1 His adversary leaped on his feet, making the arches of the forest ring with the sounds of triumph.
2 The look of exultation and brutal triumph which announced this terrible truth was irresistibly irritating.
3 A strain of melancholy, however, blended with his triumph, rendering his voice, as usual, soft and musical.
4 No shout of triumph succeeded this important advantage, but even the Mohicans gazed at each other in silent horror.
5 The scout seized "killdeer" in his left hand, and elevating it about his head, he shook it in triumph at his enemies.
6 The Mohicans boldly sent back the intimidating yell of their enemies, who raised a shout of savage triumph at the fall of Gamut.
7 Raising a shout of triumph, he sprang toward the defenseless Cora, sending his keen axe as the dreadful precursor of his approach.
8 The eyes of the whole party followed the unexpected movement, and read their success in the air of triumph that the youth assumed.
9 He spoke openly of the fruits of their wisdom, which he boldly pronounced would be a complete and final triumph over their enemies.
10 Then the voice of the speaker fell, and lost the loud, animated tones of triumph with which he had enumerated their deeds of success and victory.
11 Their plaintive and terrific cry, which was intended to represent equally the wailings of the dead and the triumph to the victors, had entirely ceased.
12 Hawkeye, without looking round to read his triumph in applauding eyes, very composedly stretched his tall frame before the dying embers, and closed his own organs in sleep.
13 The young Mohican gave a shout of triumph, and followed by Duncan, he glided up the acclivity they had descended to the combat, and sought the friendly shelter of the rocks and shrubs.
14 Uncas, without making any reply, bounded away from the spot, and in the next instant he was seen tearing from a bush, and waving in triumph, a fragment of the green riding-veil of Cora.
15 Then shaking off a train of reflections that he accounted a weakness in such a moment of triumph, he retraced his steps toward his tent, giving the order as he passed to make the signal that should arouse the army from its slumbers.
16 Standing a single minute to enjoy his bitter triumph, he turned away, as if sickening at the gaze of men, and, veiling his face in his blanket, he walked from the lodge with the noiseless step of an Indian seeking, in the privacy of his own abode, the sympathy of one like himself, aged, forlorn and childless.
17 A second yell soon followed the first, when a rush of voices was heard pouring down the island, from its upper to its lower extremity, until they reached the naked rock above the caverns, where, after a shout of savage triumph, the air continued full of horrible cries and screams, such as man alone can utter, and he only when in a state of the fiercest barbarity.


**THE TASK:** From the data below, tally each line that has "success" in it, then give that tally without comment.

**RECORDS TO USE:**
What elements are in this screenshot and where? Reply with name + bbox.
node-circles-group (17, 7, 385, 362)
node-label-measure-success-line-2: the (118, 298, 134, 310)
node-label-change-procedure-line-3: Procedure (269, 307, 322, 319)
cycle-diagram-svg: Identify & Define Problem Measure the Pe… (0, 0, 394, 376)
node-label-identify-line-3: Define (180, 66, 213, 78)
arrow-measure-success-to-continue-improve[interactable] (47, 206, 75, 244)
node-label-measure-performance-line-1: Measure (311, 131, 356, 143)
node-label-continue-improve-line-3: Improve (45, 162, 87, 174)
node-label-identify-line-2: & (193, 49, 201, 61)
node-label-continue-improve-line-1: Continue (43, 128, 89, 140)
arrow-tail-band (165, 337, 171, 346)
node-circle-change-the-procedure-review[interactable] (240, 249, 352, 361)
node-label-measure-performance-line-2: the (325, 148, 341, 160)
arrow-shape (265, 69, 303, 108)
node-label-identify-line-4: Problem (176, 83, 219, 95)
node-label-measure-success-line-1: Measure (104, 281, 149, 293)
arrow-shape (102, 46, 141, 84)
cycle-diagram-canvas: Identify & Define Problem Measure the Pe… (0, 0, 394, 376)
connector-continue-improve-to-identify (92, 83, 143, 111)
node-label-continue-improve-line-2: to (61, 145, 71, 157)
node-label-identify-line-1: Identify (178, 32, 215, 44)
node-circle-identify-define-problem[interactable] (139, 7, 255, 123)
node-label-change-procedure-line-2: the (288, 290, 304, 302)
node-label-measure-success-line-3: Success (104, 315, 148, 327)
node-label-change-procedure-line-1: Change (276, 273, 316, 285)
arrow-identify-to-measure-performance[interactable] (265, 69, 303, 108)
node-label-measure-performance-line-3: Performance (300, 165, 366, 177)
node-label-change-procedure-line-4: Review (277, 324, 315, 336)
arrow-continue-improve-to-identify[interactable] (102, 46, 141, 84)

**SOLUTION TO THE EXERCISE:** 4